What in your background led you to a career in life sciences? Why marine conservation?
From mountains to deserts to oceans, wild places have always called to me, and I was lucky to live in a variety of places as I was growing up. I was raised in Australia, but we moved around a lot, including a year in a small village in the state of Maharastra, India, and nine months in a less-than-wild Santa Monica. I moved to the San Francisco Bay Area when I was in high school for what was supposed to be one year, but never left. After a month-long, high school backpacking trip to the high Sierra, I knew I wanted to pursue a career that would allow me to protect the places that inspired me and the creatures that rely on them. I studied biology because I believe that when we understand how our ecosystems function, we can make better decisions to protect them. As an undergraduate at UC Santa Cruz, I studied desert plant communities in Death Valley National Park, which helped me fall in love with our state’s haunting arid regions.
But the oceans have always called to me. It’s hard to be Australian and not grow up on the beach! Oceans are perhaps the only ecosystem shared by a majority of countries. I was drawn to marine biology in grad school because marine conservation requires collaboration and compromise between governments, communities, and individuals. Millions of people around the world depend on marine resources for food and income, so in a lot of places, saying, “Don’t fish” simply isn’t an option. Instead, we have to find ways to help ensure that fishing is sustainable. Work in conservation in any habitat involves collaborating with communities to figure out what will work not just for wildlife, but for them, their children, and their children’s children.
How has being a woman affected your career?
Overall, I feel very fortunate to live when and where I do. I know plenty of women in the generation ahead of me who had a very tough time as scientists, and I know that it can be very difficult for women to follow STEM (science, technology, engineering and math) careers in other countries.
What part of your job do you enjoy most?
I love bringing people together to solve some of the world’s biggest environmental challenges.
For example, I led a project working with researchers to figure out whether coral evolution could keep pace with climate change. I had a well-known professor contact me to tell me that my project was impossible in the timeframe I proposed due to data limitations. Despite his skepticism, we pulled it off in nine months.
It's also satisfying when my work benefits human communities and wild places at the same time. I supported a team in Honduras that was tackling water quality issues. We were able to get a wastewater treatment plant connected to homes and businesses up and running. As a result, the nearby public beach began to meet US EPA safe swimming standards – a first for any developed area in Honduras, and with an obvious benefit to the nearby reef communities.
Throughout my career, I’ve been so lucky to get to call SCUBA diving “work” and to visit many fascinating places that are out of reach to tourists. I once spent most of a day sitting under a mango tree in Indonesia speaking with a village chief about marine ecology and conservation. I spent a month living on an island covered in Great Penguins – we had to have someone walk in front of our vehicle at night to shoo them out of the road. And I’ve seen some amazing things – kelp forests in California, a pod of 10,000 dolphins in the East Santa Barbara Channel, juvenile White-bellied Sea Eagles learning to hunt in south-eastern Australia, and giant sea bass at Anacapa Island.
Is the transition from fish to birds a big leap?
Not really. No matter which ecosystem you work in, conservation faces similar sets of challenges. How do we make sure that local people have the information they need to manage their resources through time? How do we ensure that the people most affected by policymakers have a seat at the table as those policies are drawn up? How do we translate science into effective management actions and policy?
The research I’ve led over the past six years shows that ecosystems can adapt to the effects of climate change, and that evolutionary responses are most likely when individual populations are connected to each other across large areas. That goes for human populations, and Audubon's Migratory Bird Initiative has shown that's true for birds, as well. California is a critical stopping point for birds migrating along the Pacific Flyway. You can use the Bird Migration Explorer to see the massive numbers of birds that funnel through our state during their spring and fall migrations. If we can keep our state healthy for birds, we don’t just support thriving wildlife in California, we also contribute to thriving populations from Alaska to South America.
Also, after years of commuting internationally, I have to confess that it’s wonderful to have my work close to home again, back in the place that first sparked my interest in conservation.
What do you see as the main issues facing California from a conservation perspective? What should Audubon California’s priorities be?
That’s easy: Water, water, water and climate change – they’re intertwined! Climate change is already pummeling California, as we’ve seen in recent years with worsening drought, heat and the resulting wildfires. Especially in a landscape as managed as ours, we have to find solutions that allow people and wildlife to thrive. California has a reputation for setting precedents and finding solutions that can be replicated elsewhere, so what we do here at home can reverberate across the country and around the world.
Because this is Audubon, we’re not letting you escape without telling us your favorite bird.
The Brown Pelican. I’ve always loved how primeval they look, more like a pterosaur than a seabird as they skim over the surface of the waves. They’re also an emblem of sorts for the work I do; an emissary between sea, land and sky, bridging worlds and ecosystems to survive. As the world grows hotter and more complicated, we all need to think in those terms.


Provide only the number of lines in the records where "slot" appears.
********
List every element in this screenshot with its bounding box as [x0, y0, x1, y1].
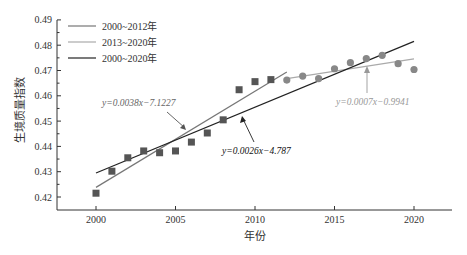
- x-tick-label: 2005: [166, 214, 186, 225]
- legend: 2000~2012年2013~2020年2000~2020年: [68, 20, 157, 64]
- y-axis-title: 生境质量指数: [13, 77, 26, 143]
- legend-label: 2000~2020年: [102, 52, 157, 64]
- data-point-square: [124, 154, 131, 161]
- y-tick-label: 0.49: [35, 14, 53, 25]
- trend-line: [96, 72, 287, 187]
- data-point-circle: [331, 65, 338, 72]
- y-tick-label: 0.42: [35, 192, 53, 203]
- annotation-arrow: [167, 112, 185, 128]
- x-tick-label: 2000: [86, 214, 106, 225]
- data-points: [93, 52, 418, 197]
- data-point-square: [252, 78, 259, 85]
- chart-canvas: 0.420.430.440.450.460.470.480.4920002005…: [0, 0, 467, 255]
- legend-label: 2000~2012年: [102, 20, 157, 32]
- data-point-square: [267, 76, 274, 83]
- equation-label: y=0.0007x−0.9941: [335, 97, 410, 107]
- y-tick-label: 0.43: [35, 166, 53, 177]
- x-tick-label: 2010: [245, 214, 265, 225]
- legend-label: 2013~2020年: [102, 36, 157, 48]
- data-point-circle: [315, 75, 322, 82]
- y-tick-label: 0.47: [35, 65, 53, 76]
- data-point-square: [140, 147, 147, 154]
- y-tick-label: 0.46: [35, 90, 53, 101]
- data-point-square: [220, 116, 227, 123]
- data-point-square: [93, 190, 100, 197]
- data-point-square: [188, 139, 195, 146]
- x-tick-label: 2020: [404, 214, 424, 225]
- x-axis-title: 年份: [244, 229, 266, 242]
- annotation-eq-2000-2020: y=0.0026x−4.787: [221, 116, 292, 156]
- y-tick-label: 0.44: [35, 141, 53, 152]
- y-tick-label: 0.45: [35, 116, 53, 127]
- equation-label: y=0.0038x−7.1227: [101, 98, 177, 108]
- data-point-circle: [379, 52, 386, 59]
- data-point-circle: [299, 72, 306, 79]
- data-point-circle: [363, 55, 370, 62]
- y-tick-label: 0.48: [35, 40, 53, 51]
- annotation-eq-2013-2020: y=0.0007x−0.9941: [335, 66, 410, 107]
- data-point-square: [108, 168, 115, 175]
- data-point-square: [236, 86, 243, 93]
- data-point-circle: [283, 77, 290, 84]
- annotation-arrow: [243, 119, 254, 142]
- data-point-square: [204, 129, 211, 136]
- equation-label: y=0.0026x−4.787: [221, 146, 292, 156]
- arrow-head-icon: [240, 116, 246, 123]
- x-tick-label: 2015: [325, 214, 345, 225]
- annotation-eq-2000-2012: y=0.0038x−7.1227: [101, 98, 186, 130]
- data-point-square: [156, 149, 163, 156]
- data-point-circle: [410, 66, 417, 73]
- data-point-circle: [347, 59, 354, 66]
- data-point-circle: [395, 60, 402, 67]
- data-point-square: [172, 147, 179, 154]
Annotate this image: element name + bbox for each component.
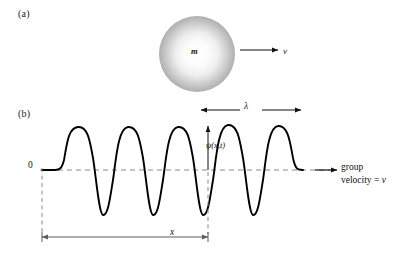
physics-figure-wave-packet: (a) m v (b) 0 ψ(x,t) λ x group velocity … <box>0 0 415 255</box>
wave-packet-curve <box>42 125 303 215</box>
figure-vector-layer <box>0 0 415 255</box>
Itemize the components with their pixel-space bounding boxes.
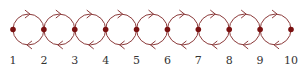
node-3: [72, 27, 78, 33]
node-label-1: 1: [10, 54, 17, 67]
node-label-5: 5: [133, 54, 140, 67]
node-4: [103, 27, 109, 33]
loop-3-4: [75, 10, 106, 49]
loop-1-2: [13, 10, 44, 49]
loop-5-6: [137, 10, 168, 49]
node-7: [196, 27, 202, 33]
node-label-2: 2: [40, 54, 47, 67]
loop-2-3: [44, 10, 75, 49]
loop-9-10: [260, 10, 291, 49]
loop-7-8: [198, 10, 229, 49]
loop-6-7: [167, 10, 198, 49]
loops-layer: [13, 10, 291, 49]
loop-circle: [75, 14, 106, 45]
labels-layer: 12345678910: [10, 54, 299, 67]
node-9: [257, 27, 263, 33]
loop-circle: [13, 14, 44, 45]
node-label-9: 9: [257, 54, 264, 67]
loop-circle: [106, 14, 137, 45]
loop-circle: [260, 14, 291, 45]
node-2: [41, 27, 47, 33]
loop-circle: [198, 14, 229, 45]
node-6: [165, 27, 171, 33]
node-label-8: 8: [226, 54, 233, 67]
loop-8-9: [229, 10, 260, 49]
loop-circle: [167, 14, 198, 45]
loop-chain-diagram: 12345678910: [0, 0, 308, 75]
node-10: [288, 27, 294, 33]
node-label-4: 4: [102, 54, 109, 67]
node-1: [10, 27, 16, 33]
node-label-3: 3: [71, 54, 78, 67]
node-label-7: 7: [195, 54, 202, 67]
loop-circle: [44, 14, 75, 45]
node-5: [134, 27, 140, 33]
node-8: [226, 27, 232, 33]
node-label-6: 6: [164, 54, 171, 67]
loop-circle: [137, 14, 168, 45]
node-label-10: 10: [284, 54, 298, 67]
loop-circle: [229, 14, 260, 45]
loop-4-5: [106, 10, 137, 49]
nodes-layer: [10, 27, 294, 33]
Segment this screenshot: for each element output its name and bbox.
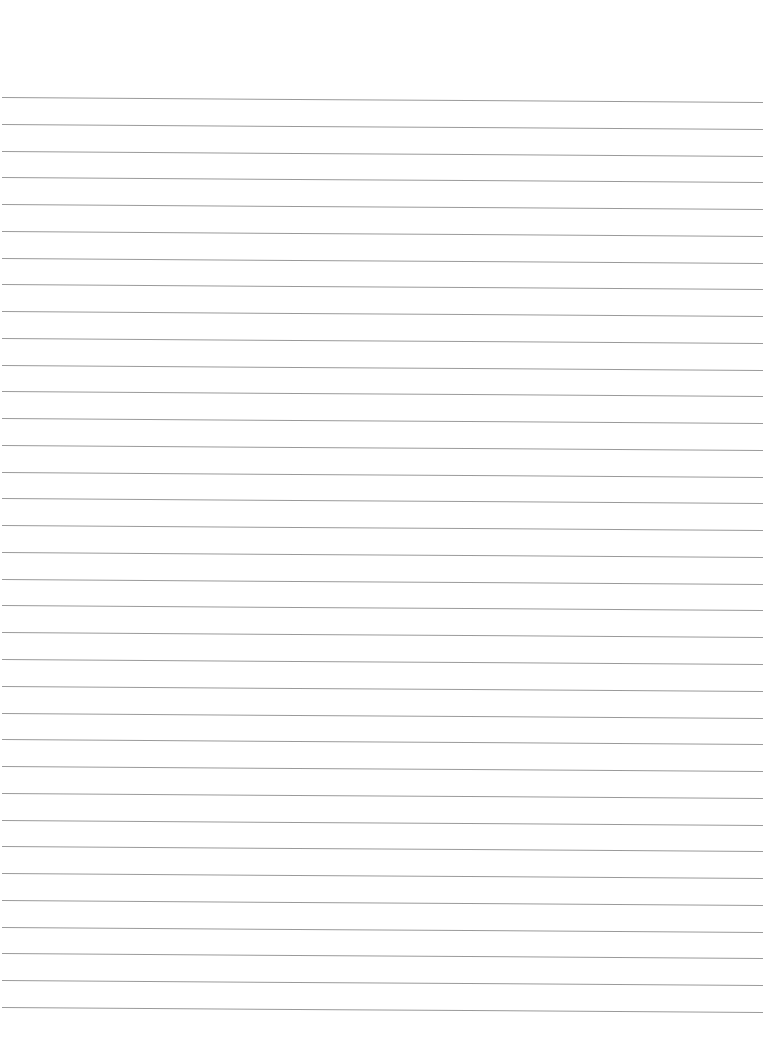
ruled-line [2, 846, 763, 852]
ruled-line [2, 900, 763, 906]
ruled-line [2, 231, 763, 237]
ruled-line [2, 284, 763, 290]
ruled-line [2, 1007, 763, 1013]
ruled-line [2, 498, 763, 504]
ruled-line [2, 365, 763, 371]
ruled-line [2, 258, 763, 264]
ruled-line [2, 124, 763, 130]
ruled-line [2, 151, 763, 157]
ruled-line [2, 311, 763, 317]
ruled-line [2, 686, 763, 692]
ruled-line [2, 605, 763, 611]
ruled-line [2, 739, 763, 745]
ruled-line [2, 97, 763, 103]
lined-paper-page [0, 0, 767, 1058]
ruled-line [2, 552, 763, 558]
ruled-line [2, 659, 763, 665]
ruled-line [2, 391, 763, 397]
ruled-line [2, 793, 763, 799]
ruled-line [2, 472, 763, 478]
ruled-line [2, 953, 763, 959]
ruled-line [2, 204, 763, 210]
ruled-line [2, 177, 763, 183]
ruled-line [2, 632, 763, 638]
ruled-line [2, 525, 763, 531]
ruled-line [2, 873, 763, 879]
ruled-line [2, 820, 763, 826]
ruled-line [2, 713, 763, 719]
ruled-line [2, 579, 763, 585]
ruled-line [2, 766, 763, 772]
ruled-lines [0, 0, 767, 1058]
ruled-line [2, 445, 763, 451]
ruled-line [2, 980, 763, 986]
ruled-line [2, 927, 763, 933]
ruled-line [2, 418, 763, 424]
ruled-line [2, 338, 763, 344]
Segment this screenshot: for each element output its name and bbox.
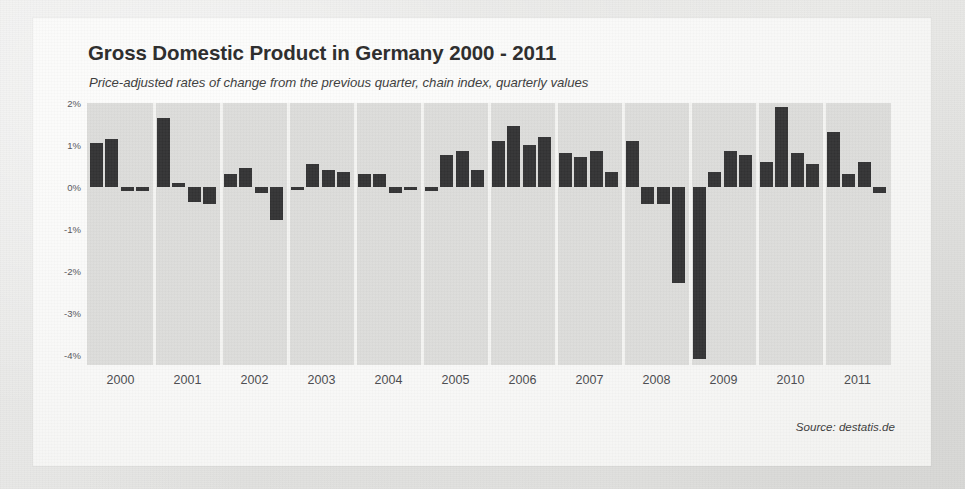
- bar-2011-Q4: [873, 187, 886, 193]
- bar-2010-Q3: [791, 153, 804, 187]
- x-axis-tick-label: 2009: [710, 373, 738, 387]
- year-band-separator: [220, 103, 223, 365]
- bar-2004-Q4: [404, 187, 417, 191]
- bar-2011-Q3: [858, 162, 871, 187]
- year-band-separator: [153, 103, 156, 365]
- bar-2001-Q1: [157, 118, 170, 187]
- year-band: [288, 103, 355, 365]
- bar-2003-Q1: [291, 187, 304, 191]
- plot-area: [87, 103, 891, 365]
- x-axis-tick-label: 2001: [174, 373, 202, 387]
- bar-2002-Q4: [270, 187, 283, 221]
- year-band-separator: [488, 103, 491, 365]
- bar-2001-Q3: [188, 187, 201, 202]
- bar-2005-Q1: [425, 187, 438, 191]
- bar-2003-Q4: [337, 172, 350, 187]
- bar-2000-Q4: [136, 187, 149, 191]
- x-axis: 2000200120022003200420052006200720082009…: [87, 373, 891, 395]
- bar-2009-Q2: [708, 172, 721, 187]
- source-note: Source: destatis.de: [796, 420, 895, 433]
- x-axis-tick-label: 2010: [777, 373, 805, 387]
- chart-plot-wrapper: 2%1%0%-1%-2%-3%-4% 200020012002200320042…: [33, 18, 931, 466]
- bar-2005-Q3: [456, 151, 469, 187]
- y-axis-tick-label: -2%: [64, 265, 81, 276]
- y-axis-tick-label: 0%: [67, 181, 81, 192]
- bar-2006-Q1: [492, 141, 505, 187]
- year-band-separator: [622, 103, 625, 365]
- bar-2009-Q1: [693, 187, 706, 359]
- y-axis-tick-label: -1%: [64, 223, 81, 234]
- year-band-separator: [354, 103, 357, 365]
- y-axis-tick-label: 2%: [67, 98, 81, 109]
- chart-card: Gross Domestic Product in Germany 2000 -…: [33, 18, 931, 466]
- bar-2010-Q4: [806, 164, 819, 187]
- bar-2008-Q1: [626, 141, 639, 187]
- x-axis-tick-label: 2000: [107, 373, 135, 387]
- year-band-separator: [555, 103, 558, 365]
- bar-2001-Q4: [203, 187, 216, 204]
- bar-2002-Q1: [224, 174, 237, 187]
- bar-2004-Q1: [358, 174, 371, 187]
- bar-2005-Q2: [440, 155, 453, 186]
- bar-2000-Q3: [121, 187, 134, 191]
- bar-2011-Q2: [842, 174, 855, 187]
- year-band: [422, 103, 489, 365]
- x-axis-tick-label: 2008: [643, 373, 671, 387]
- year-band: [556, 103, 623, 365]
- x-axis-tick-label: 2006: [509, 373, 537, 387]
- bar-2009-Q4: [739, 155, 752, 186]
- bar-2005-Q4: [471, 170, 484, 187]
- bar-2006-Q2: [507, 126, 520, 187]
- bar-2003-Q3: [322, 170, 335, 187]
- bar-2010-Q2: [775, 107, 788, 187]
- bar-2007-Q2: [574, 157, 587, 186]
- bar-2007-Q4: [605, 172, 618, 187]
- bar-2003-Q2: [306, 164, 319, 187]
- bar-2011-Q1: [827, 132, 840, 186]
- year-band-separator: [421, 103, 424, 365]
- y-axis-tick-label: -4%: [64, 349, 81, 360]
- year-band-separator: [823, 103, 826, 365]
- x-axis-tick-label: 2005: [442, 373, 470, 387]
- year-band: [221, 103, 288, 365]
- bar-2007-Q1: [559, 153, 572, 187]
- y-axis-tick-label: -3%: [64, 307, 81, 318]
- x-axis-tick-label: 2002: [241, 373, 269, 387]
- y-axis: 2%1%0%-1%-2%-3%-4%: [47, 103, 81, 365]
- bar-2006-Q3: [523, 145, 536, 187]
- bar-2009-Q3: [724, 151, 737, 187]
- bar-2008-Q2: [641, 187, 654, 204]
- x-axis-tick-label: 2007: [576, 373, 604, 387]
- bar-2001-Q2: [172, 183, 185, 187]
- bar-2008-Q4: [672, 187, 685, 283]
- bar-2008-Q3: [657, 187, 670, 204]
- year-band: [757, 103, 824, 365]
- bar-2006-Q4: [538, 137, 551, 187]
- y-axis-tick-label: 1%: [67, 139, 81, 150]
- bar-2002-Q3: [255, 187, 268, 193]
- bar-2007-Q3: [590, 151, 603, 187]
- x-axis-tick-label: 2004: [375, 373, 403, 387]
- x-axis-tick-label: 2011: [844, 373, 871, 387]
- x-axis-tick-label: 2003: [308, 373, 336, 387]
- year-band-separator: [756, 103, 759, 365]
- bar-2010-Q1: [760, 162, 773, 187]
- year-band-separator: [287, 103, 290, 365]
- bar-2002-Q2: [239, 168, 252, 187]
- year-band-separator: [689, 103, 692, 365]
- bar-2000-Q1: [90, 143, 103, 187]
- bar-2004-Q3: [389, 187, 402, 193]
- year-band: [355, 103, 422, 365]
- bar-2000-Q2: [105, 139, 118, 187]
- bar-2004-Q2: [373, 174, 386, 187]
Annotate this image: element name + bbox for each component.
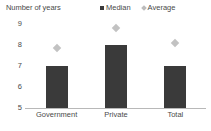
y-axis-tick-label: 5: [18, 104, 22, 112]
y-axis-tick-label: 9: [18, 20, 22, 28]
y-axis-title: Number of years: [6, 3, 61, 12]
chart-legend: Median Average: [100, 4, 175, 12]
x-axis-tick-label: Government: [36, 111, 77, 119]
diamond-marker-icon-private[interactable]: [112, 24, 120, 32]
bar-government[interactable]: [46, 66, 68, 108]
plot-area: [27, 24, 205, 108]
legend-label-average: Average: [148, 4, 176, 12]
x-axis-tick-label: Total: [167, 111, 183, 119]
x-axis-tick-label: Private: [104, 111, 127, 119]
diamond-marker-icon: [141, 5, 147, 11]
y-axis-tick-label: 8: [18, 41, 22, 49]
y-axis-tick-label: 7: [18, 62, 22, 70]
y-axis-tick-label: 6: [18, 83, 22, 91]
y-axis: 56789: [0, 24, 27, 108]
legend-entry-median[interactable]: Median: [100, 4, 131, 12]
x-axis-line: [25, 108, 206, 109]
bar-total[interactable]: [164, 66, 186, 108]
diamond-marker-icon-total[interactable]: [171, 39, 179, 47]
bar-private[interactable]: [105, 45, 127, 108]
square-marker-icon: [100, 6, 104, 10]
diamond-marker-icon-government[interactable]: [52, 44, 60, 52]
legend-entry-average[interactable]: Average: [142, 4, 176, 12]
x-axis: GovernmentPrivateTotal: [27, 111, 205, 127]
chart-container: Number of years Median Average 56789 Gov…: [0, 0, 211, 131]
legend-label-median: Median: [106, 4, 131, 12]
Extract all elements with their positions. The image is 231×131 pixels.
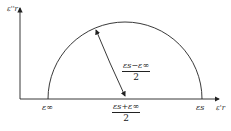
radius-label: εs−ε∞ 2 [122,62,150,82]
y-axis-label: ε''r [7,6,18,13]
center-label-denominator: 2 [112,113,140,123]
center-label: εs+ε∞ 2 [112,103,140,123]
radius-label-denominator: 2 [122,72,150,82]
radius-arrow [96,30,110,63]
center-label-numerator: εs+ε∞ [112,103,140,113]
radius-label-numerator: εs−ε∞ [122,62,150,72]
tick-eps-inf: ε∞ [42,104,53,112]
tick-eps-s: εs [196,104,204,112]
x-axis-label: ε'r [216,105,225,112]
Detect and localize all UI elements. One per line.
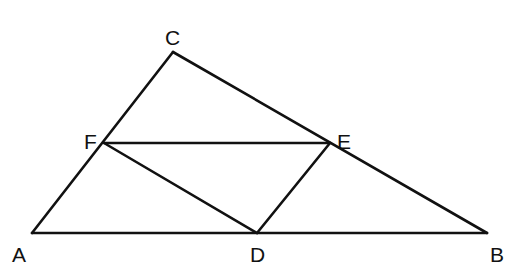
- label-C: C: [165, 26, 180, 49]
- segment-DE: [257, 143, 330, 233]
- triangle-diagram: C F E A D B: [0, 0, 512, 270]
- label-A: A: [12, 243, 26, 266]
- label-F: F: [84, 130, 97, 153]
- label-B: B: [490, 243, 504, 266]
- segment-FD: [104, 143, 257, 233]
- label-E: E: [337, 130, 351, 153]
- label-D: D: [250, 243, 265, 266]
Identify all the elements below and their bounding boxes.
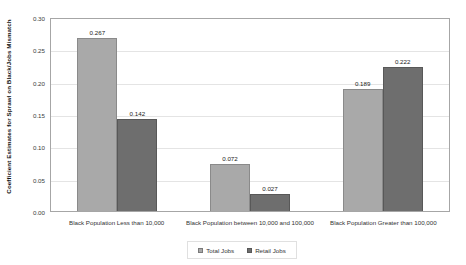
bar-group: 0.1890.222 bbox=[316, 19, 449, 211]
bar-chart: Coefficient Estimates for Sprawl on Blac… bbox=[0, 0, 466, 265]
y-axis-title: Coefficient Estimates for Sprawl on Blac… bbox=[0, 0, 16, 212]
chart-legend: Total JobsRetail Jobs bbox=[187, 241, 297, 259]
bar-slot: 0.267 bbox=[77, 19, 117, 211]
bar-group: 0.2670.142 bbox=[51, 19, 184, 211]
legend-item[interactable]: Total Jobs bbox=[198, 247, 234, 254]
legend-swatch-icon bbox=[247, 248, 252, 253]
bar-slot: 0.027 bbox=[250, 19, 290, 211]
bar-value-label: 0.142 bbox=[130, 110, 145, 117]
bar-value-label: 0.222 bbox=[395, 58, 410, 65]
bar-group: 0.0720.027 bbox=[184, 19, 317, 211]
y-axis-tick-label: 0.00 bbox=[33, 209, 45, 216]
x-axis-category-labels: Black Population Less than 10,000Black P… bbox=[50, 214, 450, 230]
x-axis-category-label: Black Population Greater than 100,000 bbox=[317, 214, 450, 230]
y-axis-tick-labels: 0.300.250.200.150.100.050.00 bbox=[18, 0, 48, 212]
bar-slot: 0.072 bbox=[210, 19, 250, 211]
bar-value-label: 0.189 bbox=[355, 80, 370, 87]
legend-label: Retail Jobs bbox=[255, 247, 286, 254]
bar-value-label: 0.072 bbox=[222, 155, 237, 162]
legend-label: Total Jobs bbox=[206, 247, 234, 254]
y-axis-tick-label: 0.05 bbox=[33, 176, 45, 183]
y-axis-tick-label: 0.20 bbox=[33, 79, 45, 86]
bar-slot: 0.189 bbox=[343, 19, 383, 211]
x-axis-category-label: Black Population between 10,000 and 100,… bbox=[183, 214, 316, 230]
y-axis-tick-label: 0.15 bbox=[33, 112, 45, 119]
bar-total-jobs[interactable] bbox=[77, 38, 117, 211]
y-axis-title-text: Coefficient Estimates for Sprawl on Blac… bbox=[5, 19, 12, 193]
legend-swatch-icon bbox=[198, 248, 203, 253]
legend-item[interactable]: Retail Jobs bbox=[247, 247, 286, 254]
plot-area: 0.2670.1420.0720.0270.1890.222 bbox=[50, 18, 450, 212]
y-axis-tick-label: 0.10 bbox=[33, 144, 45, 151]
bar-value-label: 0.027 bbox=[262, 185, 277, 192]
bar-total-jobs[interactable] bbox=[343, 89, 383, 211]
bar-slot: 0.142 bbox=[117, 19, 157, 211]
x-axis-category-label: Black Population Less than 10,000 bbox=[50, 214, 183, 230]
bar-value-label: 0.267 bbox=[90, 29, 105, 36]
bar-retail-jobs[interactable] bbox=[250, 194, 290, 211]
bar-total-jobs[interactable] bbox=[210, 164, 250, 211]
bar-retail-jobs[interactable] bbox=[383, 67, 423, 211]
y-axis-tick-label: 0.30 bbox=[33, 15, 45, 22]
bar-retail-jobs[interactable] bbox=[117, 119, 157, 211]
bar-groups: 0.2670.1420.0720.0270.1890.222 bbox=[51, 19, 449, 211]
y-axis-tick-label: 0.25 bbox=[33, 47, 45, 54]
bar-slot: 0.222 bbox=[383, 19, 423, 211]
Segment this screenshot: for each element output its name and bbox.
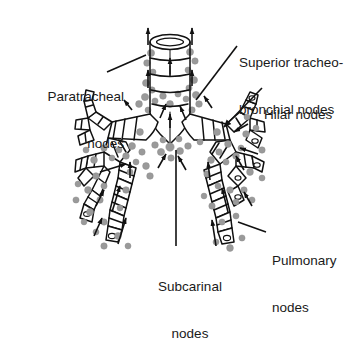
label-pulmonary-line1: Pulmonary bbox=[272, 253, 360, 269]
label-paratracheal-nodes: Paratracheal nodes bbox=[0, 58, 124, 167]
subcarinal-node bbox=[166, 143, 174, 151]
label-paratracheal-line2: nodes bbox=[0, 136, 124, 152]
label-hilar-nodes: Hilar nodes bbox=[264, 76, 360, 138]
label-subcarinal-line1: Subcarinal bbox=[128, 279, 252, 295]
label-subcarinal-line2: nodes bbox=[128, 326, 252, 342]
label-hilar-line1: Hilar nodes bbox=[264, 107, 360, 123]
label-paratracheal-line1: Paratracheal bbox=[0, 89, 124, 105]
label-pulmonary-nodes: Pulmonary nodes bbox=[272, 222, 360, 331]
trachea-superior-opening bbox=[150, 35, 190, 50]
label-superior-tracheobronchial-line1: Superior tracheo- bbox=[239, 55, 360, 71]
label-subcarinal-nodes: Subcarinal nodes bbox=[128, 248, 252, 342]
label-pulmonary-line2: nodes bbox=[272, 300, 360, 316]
********
= Exercise answer =
6